Tuesday, February 11, 2020

A Perfectly Gay Soirée: In Immersive Windy City Playhouse Production, ‘The Boys in the Band’ Excels Through Specificity AND Universality -- Chicago Theater Review

Theater Review

The Boys in the Band
a classic play by Mart Crowley
directed by Carl Menninger
Windy City Playhouse, Chicago
Thru April 19
@@@@@

In 1968, when The Boys in the Band—which incidentally isn’t a musical and has nothing to do with a band—premiered Off-Broadway, most of the United States (including New York) was covered by sodomy laws that essentially made homosexuality illegal.

The next year, the Stonewall Riots in NYC would serve as a catalyst for the gay rights movement and, ultimately, bring increased acceptance and tolerance, though society clearly still has a long way to go.

So Mart Crowley’s one-act play—whose title comes from a line in the 1954 film, A Star is Born, that has James Mason saying to Judy Garland, “You're singing for yourself and the boys in the band”—was quite groundbreaking and courageous in chronicling a birthday party attended by several gay men.

And even after a Tony-winning 50th anniversary 2018 Broadway revival starring openly gay film & TV stars like Zachary Quinto, Jim Parsons and Matt Bomer seemingly made a point about progress, the play—which I saw for the first time Sunday in a splendid production at Windy City Playhouse—still feels more daring and unique than it probably should.

Photo credit on all: Michael Brosilow
I appreciate how important, representative and prideful The Boys in the Band must be—historically, presently, always—for those in the LGBTQ community.

And the terrific cast at WCP under the direction of Carl Menninger seemingly does Crowley’s trailblazing work great justice, with the immersive staging—the audience sits around the apartment where the party takes place after riding an elevator to reach it—having added considerably to my emotional embrace.

But where The Boys in the Band transcends being eye-opening and ballsy for its time—and even our time—and stands as dramatically superlative is in chronicling the experience of youngish gay men in late-‘60s Manhattan while simultaneously reflecting universal human emotions, experiences and truths...anytime, anywhere.

This was my first visit to Windy City Playhouse’s flagship venue on Irving Park Road after having seen and loved Every Brilliant Thing last October, presented in a space on Motor Row along South Michigan Ave.

That show, which I named my favorite play of 2019 and nearly my favorite solo theatrical piece of the decade, was also quite successfully staged in imaginatively immersive fashion.

Over the years, I’ve been to a few shows where the audience sits among the actors, rather than in seats facing a stage, but never as holistically or effectively as at these two WCP productions.

Every Brilliant Thing featured a single actress who regularly interacted with the audience, occasionally in acting out small scenes.

The Boys in the Band has us sitting amidst the nine actors as they move about the spacious apartment—and "stage hands" kindly bring around some food & drink—but doesn’t really have the actors engaging with the audience (at least at the performance I attended).

I thought it might be fun if we were asked to get up and dance, or kibitzed with in some ad hoc way, though narratively it wouldn’t really make sense for a party attended rather privately by gay men to also include, say, Japanese grandmothers or anyone else comprising the play’s ideally diverse audiences.

So although the immersive conceit is wonderful, it only stretches so far.

But, as far as one’s imagination wants to wrap, we are in the Upper East Side apartment of Michael (played by Jackson Evans, who shows terrific versatility after also excelling in musicals like Avenue Q, Ride the Cyclone and Matilda).

He’s hosting a birthday party for Harold (Sam Bell-Gurwitz), but first to arrive is Donald, who I believe is Michael’s ex-boyfriend.

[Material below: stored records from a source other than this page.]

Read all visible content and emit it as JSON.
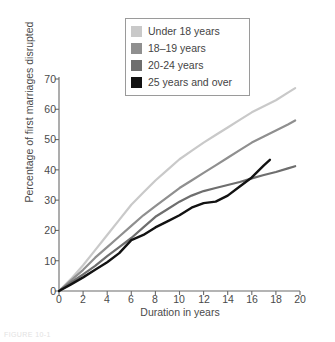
{
  "chart_data": {
    "type": "line",
    "title": "",
    "xlabel": "Duration in years",
    "ylabel": "Percentage of first marriages disrupted",
    "xlim": [
      0,
      20
    ],
    "ylim": [
      0,
      70
    ],
    "xticks": [
      "0",
      "2",
      "4",
      "6",
      "8",
      "10",
      "12",
      "14",
      "16",
      "18",
      "20"
    ],
    "yticks": [
      "0",
      "10",
      "20",
      "30",
      "40",
      "50",
      "60",
      "70"
    ],
    "grid": false,
    "legend_position": "top-center",
    "series": [
      {
        "name": "Under 18 years",
        "color": "#c9c9c9",
        "x": [
          0,
          1,
          2,
          3,
          4,
          5,
          6,
          7,
          8,
          9,
          10,
          11,
          12,
          13,
          14,
          15,
          16,
          17,
          18,
          19,
          19.6
        ],
        "values": [
          0,
          4.0,
          8.5,
          13.5,
          18.5,
          23.5,
          28.5,
          32.5,
          36.5,
          40.0,
          43.5,
          46.3,
          49.0,
          51.5,
          54.0,
          56.5,
          59.0,
          61.0,
          63.0,
          65.5,
          67.0
        ]
      },
      {
        "name": "18–19 years",
        "color": "#8f8f8f",
        "x": [
          0,
          1,
          2,
          3,
          4,
          5,
          6,
          7,
          8,
          9,
          10,
          11,
          12,
          13,
          14,
          15,
          16,
          17,
          18,
          19,
          19.6
        ],
        "values": [
          0,
          3.5,
          7.0,
          11.0,
          14.5,
          18.0,
          21.5,
          25.0,
          28.0,
          31.0,
          34.0,
          36.5,
          39.0,
          41.5,
          44.0,
          46.5,
          49.0,
          51.0,
          53.0,
          55.0,
          56.3
        ]
      },
      {
        "name": "20-24 years",
        "color": "#6e6e6e",
        "x": [
          0,
          1,
          2,
          3,
          4,
          5,
          6,
          7,
          8,
          9,
          10,
          11,
          12,
          13,
          14,
          15,
          16,
          17,
          18,
          19,
          19.6
        ],
        "values": [
          0,
          2.8,
          5.5,
          8.3,
          11.5,
          14.5,
          17.5,
          21.0,
          24.5,
          27.0,
          29.5,
          31.5,
          33.0,
          34.0,
          35.0,
          36.0,
          37.2,
          38.3,
          39.3,
          40.5,
          41.2
        ]
      },
      {
        "name": "25 years and over",
        "color": "#121212",
        "x": [
          0,
          1,
          2,
          3,
          4,
          5,
          6,
          7,
          8,
          9,
          10,
          11,
          12,
          13,
          14,
          15,
          16,
          17,
          17.5
        ],
        "values": [
          0,
          2.2,
          4.5,
          7.0,
          9.5,
          12.5,
          16.8,
          18.5,
          21.0,
          23.0,
          25.0,
          27.5,
          29.0,
          29.5,
          31.5,
          34.5,
          37.5,
          41.5,
          43.3
        ]
      }
    ]
  },
  "axes": {
    "y_tick_labels": [
      "70",
      "60",
      "50",
      "40",
      "30",
      "20",
      "10",
      "0"
    ],
    "x_tick_labels": [
      "0",
      "2",
      "4",
      "6",
      "8",
      "10",
      "12",
      "14",
      "16",
      "18",
      "20"
    ],
    "y_axis_title": "Percentage of first marriages disrupted",
    "x_axis_title": "Duration in years"
  },
  "legend": {
    "items": [
      {
        "label": "Under 18 years",
        "color": "#c9c9c9"
      },
      {
        "label": "18–19 years",
        "color": "#8f8f8f"
      },
      {
        "label": "20-24 years",
        "color": "#6e6e6e"
      },
      {
        "label": "25 years and over",
        "color": "#121212"
      }
    ]
  },
  "caption": {
    "text": "FIGURE 10-1"
  }
}
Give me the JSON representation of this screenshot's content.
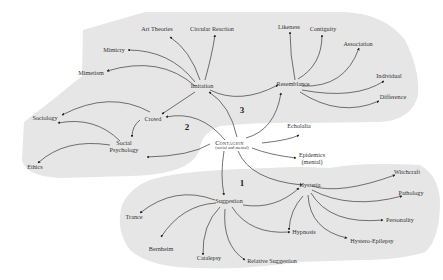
{
  "diagram": {
    "center": {
      "label": "Contagion",
      "sublabel": "(social and mental)"
    },
    "region_numbers": [
      "1",
      "2",
      "3"
    ],
    "colors": {
      "region_fill": "#e6e6e6",
      "edge": "#3a3a3a",
      "text": "#333333"
    },
    "nodes": {
      "imitation": "Imitation",
      "resemblance": "Resemblance",
      "crowd": "Crowd",
      "sociology": "Sociology",
      "social_psychology": "Social Psychology",
      "ethics": "Ethics",
      "art_theories": "Art Theories",
      "circular_reaction": "Circular Reaction",
      "mimicry": "Mimicry",
      "mimetism": "Mimetism",
      "likeness": "Likeness",
      "contiguity": "Contiguity",
      "association": "Association",
      "individual": "Individual",
      "difference": "Difference",
      "echolalia": "Echolalia",
      "epidemics": "Epidemics",
      "epidemics_sub": "(mental)",
      "hysteria": "Hysteria",
      "suggestion": "Suggestion",
      "witchcraft": "Witchcraft",
      "pathology": "Pathology",
      "personality": "Personality",
      "hystero_epilepsy": "Hystero-Epilepsy",
      "hypnosis": "Hypnosis",
      "trance": "Trance",
      "bernheim": "Bernheim",
      "catalepsy": "Catalepsy",
      "relative_suggestion": "Relative Suggestion"
    },
    "social_line1": "Social",
    "social_line2": "Psychology"
  }
}
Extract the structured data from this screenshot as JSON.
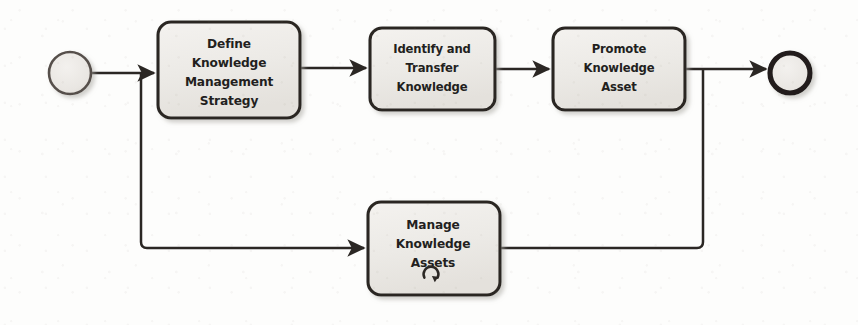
{
  "diagram": {
    "type": "bpmn-process-flow",
    "background_color": "#fdfdfc",
    "stroke_color": "#2b2724",
    "node_fill_color": "#efedea",
    "start_event": {
      "name": "start-event",
      "shape": "circle",
      "label": "",
      "cx": 70,
      "cy": 73,
      "r": 21,
      "stroke_width": 2.6
    },
    "end_event": {
      "name": "end-event",
      "shape": "circle",
      "label": "",
      "cx": 790,
      "cy": 73,
      "r": 20,
      "stroke_width": 5.2
    },
    "tasks": [
      {
        "id": "define-knowledge-management-strategy",
        "lines": [
          "Define",
          "Knowledge",
          "Management",
          "Strategy"
        ],
        "x": 158,
        "y": 22,
        "width": 142,
        "height": 96,
        "marker": ""
      },
      {
        "id": "identify-and-transfer-knowledge",
        "lines": [
          "Identify and",
          "Transfer",
          "Knowledge"
        ],
        "x": 370,
        "y": 28,
        "width": 125,
        "height": 82,
        "marker": ""
      },
      {
        "id": "promote-knowledge-asset",
        "lines": [
          "Promote",
          "Knowledge",
          "Asset"
        ],
        "x": 553,
        "y": 28,
        "width": 132,
        "height": 82,
        "marker": ""
      },
      {
        "id": "manage-knowledge-assets",
        "lines": [
          "Manage",
          "Knowledge",
          "Assets"
        ],
        "x": 368,
        "y": 202,
        "width": 132,
        "height": 93,
        "marker": "loop-marker"
      }
    ],
    "sequence_flows": [
      {
        "id": "flow-start-to-define",
        "from": "start-event",
        "to": "define-knowledge-management-strategy",
        "path": "M 92 73 L 154 73",
        "arrow": true
      },
      {
        "id": "flow-define-to-identify",
        "from": "define-knowledge-management-strategy",
        "to": "identify-and-transfer-knowledge",
        "path": "M 300 68 L 366 68",
        "arrow": true
      },
      {
        "id": "flow-identify-to-promote",
        "from": "identify-and-transfer-knowledge",
        "to": "promote-knowledge-asset",
        "path": "M 495 69 L 549 69",
        "arrow": true
      },
      {
        "id": "flow-promote-to-end",
        "from": "promote-knowledge-asset",
        "to": "end-event",
        "path": "M 685 69 L 766 69",
        "arrow": true
      },
      {
        "id": "flow-branch-to-manage",
        "from": "start-event",
        "to": "manage-knowledge-assets",
        "path": "M 141 74 L 141 248 L 364 248",
        "arrow": true
      },
      {
        "id": "flow-manage-to-end",
        "from": "manage-knowledge-assets",
        "to": "end-event",
        "path": "M 500 248 L 703 248 L 703 69",
        "arrow": false
      }
    ]
  }
}
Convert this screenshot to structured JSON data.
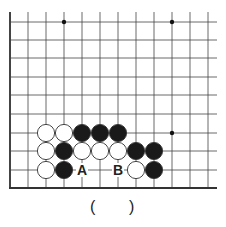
{
  "board": {
    "columns_x": [
      10,
      28,
      46,
      64,
      82,
      100,
      118,
      136,
      154,
      172,
      190,
      208
    ],
    "rows_y": [
      22,
      40,
      58,
      77,
      95,
      114,
      133,
      151,
      170
    ],
    "edge_bottom_y": 188,
    "edge_left_x": 10,
    "right_extent_x": 217,
    "top_extent_y": 12,
    "star_points": [
      [
        64,
        22
      ],
      [
        172,
        22
      ],
      [
        172,
        133
      ]
    ],
    "stones": [
      {
        "color": "white",
        "x": 46,
        "y": 133
      },
      {
        "color": "white",
        "x": 64,
        "y": 133
      },
      {
        "color": "black",
        "x": 82,
        "y": 133
      },
      {
        "color": "black",
        "x": 100,
        "y": 133
      },
      {
        "color": "black",
        "x": 118,
        "y": 133
      },
      {
        "color": "white",
        "x": 46,
        "y": 151
      },
      {
        "color": "black",
        "x": 64,
        "y": 151
      },
      {
        "color": "white",
        "x": 82,
        "y": 151
      },
      {
        "color": "white",
        "x": 100,
        "y": 151
      },
      {
        "color": "white",
        "x": 118,
        "y": 151
      },
      {
        "color": "black",
        "x": 136,
        "y": 151
      },
      {
        "color": "black",
        "x": 154,
        "y": 151
      },
      {
        "color": "white",
        "x": 46,
        "y": 170
      },
      {
        "color": "black",
        "x": 64,
        "y": 170
      },
      {
        "color": "white",
        "x": 136,
        "y": 170
      },
      {
        "color": "black",
        "x": 154,
        "y": 170
      }
    ],
    "labels": [
      {
        "text": "A",
        "x": 82,
        "y": 170
      },
      {
        "text": "B",
        "x": 118,
        "y": 170
      }
    ]
  },
  "answer": {
    "open_paren": "(",
    "close_paren": ")"
  }
}
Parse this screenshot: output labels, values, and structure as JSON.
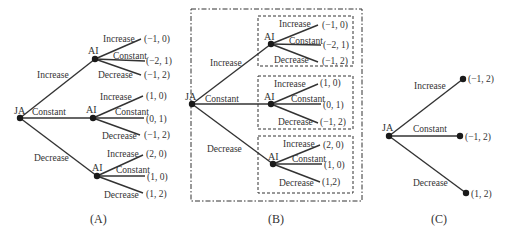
{
  "panels": {
    "A": {
      "caption": "(A)",
      "root": {
        "label": "JA"
      },
      "branches": [
        {
          "action": "Increase",
          "child": "AI",
          "leaves": [
            {
              "action": "Increase",
              "payoff": "(−1, 0)"
            },
            {
              "action": "Constant",
              "payoff": "(−2, 1)"
            },
            {
              "action": "Decrease",
              "payoff": "(−1, 2)"
            }
          ]
        },
        {
          "action": "Constant",
          "child": "AI",
          "leaves": [
            {
              "action": "Increase",
              "payoff": "(1, 0)"
            },
            {
              "action": "Constant",
              "payoff": "(0, 1)"
            },
            {
              "action": "Decrease",
              "payoff": "(−1, 2)"
            }
          ]
        },
        {
          "action": "Decrease",
          "child": "AI",
          "leaves": [
            {
              "action": "Increase",
              "payoff": "(2, 0)"
            },
            {
              "action": "Constant",
              "payoff": "(1, 0)"
            },
            {
              "action": "Decrease",
              "payoff": "(1, 2)"
            }
          ]
        }
      ]
    },
    "B": {
      "caption": "(B)",
      "root": {
        "label": "JA"
      },
      "branches": [
        {
          "action": "Increase",
          "child": "AI",
          "leaves": [
            {
              "action": "Increase",
              "payoff": "(−1, 0)"
            },
            {
              "action": "Constant",
              "payoff": "(−2, 1)"
            },
            {
              "action": "Decrease",
              "payoff": "(−1, 2)"
            }
          ]
        },
        {
          "action": "Constant",
          "child": "AI",
          "leaves": [
            {
              "action": "Increase",
              "payoff": "(1, 0)"
            },
            {
              "action": "Constant",
              "payoff": "(0, 1)"
            },
            {
              "action": "Decrease",
              "payoff": "(−1, 2)"
            }
          ]
        },
        {
          "action": "Decrease",
          "child": "AI",
          "leaves": [
            {
              "action": "Increase",
              "payoff": "(2, 0)"
            },
            {
              "action": "Constant",
              "payoff": "(1, 0)"
            },
            {
              "action": "Decrease",
              "payoff": "(1,2)"
            }
          ]
        }
      ]
    },
    "C": {
      "caption": "(C)",
      "root": {
        "label": "JA"
      },
      "branches": [
        {
          "action": "Increase",
          "payoff": "(−1, 2)"
        },
        {
          "action": "Constant",
          "payoff": "(−1, 2)"
        },
        {
          "action": "Decrease",
          "payoff": "(1, 2)"
        }
      ]
    }
  }
}
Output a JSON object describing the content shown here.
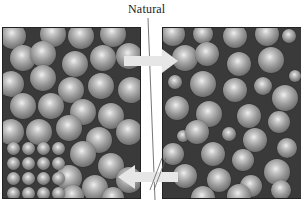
{
  "diagram": {
    "label_top": "Natural",
    "panels": [
      {
        "id": "left",
        "description": "Densely packed large spheres with ordered grid of small spheres in lower-left corner"
      },
      {
        "id": "right",
        "description": "Mixture of large and small spheres randomly packed"
      }
    ],
    "arrows": [
      {
        "direction": "right",
        "from": "left",
        "to": "right",
        "position": "top",
        "color": "#e6e6e6"
      },
      {
        "direction": "left",
        "from": "right",
        "to": "left",
        "position": "bottom",
        "color": "#e6e6e6",
        "crossed": true
      }
    ],
    "colors": {
      "background": "#ffffff",
      "panel_bg": "#3a3a3a",
      "sphere": "#9a9a9a",
      "arrow": "#e6e6e6",
      "line": "#555555"
    }
  }
}
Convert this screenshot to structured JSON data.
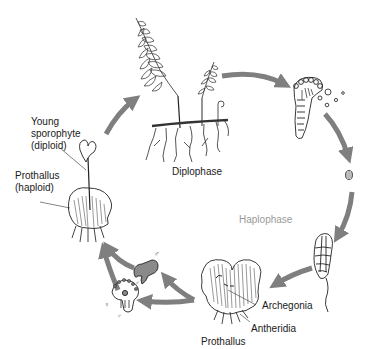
{
  "diagram": {
    "phases": {
      "diplophase": "Diplophase",
      "haplophase": "Haplophase"
    },
    "labels": {
      "young_sporophyte": [
        "Young",
        "sporophyte",
        "(diploid)"
      ],
      "prothallus_haploid": [
        "Prothallus",
        "(haploid)"
      ],
      "archegonia": "Archegonia",
      "antheridia": "Antheridia",
      "prothallus": "Prothallus"
    },
    "stages": [
      {
        "id": "mature-sporophyte",
        "name": "Mature fern sporophyte"
      },
      {
        "id": "sporangium",
        "name": "Sporangium releasing spores"
      },
      {
        "id": "spore",
        "name": "Spore"
      },
      {
        "id": "germinating-spore",
        "name": "Germinating spore"
      },
      {
        "id": "prothallus",
        "name": "Prothallus"
      },
      {
        "id": "antheridium",
        "name": "Antheridium (male)"
      },
      {
        "id": "archegonium",
        "name": "Archegonium (female)"
      },
      {
        "id": "young-sporophyte",
        "name": "Young sporophyte on prothallus"
      }
    ],
    "symbols": {
      "male": "♂",
      "female": "♀"
    },
    "colors": {
      "arrow": "#7f7f7f",
      "ink": "#1a1a1a",
      "haplophase_text": "#9a9a9a",
      "background": "#ffffff"
    }
  }
}
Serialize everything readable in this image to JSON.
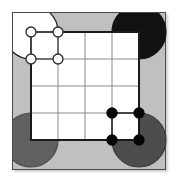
{
  "figure": {
    "title": "",
    "canvas": {
      "width": 180,
      "height": 186
    },
    "background_color": "#ffffff",
    "plate_color": "#c0c0c0",
    "frame_color": "#4a4a4a",
    "cell_fill_color": "#ffffff",
    "grid_line_color": "#8a8a8a",
    "edge_line_color": "#1a1a1a"
  },
  "board": {
    "type": "square-lattice",
    "columns": 4,
    "rows": 4,
    "origin_x": 31,
    "origin_y": 32,
    "cell_size": 27,
    "description": "4 by 4 grid of white square cells on a gray plate"
  },
  "corner_disks": [
    {
      "name": "top-left-disk",
      "position": "top-left",
      "center_x": 31,
      "center_y": 32,
      "radius": 27,
      "fill": "#ffffff",
      "stroke": "#1a1a1a",
      "label": "white"
    },
    {
      "name": "top-right-disk",
      "position": "top-right",
      "center_x": 139,
      "center_y": 32,
      "radius": 27,
      "fill": "#111111",
      "stroke": "#111111",
      "label": "black"
    },
    {
      "name": "bottom-left-disk",
      "position": "bottom-left",
      "center_x": 31,
      "center_y": 140,
      "radius": 27,
      "fill": "#606060",
      "stroke": "#4a4a4a",
      "label": "gray"
    },
    {
      "name": "bottom-right-disk",
      "position": "bottom-right",
      "center_x": 139,
      "center_y": 140,
      "radius": 27,
      "fill": "#4d4d4d",
      "stroke": "#3a3a3a",
      "label": "gray"
    }
  ],
  "node_groups": [
    {
      "name": "white-node-square",
      "fill": "#ffffff",
      "stroke": "#2a2a2a",
      "node_radius": 5,
      "edge_color": "#555555",
      "nodes": [
        {
          "id": "w1",
          "x": 31,
          "y": 32
        },
        {
          "id": "w2",
          "x": 58,
          "y": 32
        },
        {
          "id": "w3",
          "x": 31,
          "y": 59
        },
        {
          "id": "w4",
          "x": 58,
          "y": 59
        }
      ],
      "edges": [
        [
          "w1",
          "w2"
        ],
        [
          "w2",
          "w4"
        ],
        [
          "w4",
          "w3"
        ],
        [
          "w3",
          "w1"
        ]
      ]
    },
    {
      "name": "black-node-square",
      "fill": "#050505",
      "stroke": "#050505",
      "node_radius": 5,
      "edge_color": "#1a1a1a",
      "nodes": [
        {
          "id": "b1",
          "x": 112,
          "y": 113
        },
        {
          "id": "b2",
          "x": 139,
          "y": 113
        },
        {
          "id": "b3",
          "x": 112,
          "y": 140
        },
        {
          "id": "b4",
          "x": 139,
          "y": 140
        }
      ],
      "edges": [
        [
          "b1",
          "b2"
        ],
        [
          "b2",
          "b4"
        ],
        [
          "b4",
          "b3"
        ],
        [
          "b3",
          "b1"
        ]
      ]
    }
  ],
  "thick_outline": {
    "name": "board-outline-path",
    "color": "#1a1a1a",
    "width": 2,
    "description": "Heavy black border tracing the outer boundary of the 4 by 4 cell region"
  }
}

He’s played by Jordan Dell Harris, who I’ve also seen do nice work in some local musicals.

Guests also include Emory (William Marquez), Hank (Ryan Reilly), Larry (James Lee), Bernard (Denzel Tsopnang), Alan (Christian Edwin Cook) and Cowboy (Kyle Patrick), though a couple of them weren’t directly invited.

It’s to the credit of Crowley’s script, whatever alterations may have been made to modernize it a bit, all of the actors and director Menninger that each of the characters is quite distinctive and well-defined.

You should get to know these men on your own, but one is quite flamboyant, another a newly divorced father, several loquacious and/or acerbic, a few self-loathing, one far from monogamous even within a relationship and one seemingly closeted.

All—understandably given that, when the play was written, they would egregiously be considered criminals—have some struggles of self.

As at parties everywhere, the friends eat, drink, chat, banter, bicker, tease, curse, cajole, share, laugh, play music, commiserate and have cake.

But driving forward a particularly poignant part of the narrative is a “game” in which each person is
to telephone someone they have truly loved, and—if connected—tell them.

Some of what then occurs is wrenching, even heartbreaking. And the scenarios revealed are at times devastating because of homophobia encountered, or residual apprehension, embarrassment, humiliation, etc.

Yet this is also where The Boys in the Band connects us all, because who couldn’t think of someone they would call?

Or might be afraid to?

So yes, this is an important, admirable, enlightening work of theater because it is about gay men, be they businessmen, teachers, photographers, interior decorators, artists, prostitutes, African-Americans, Catholics, New Yorkers or whatever else distinguishes them.

But it is a great play because the underlying themes—our commonalities that far outweigh our differences—pertain to everyone.

In one way or another, we are all the boys in the band.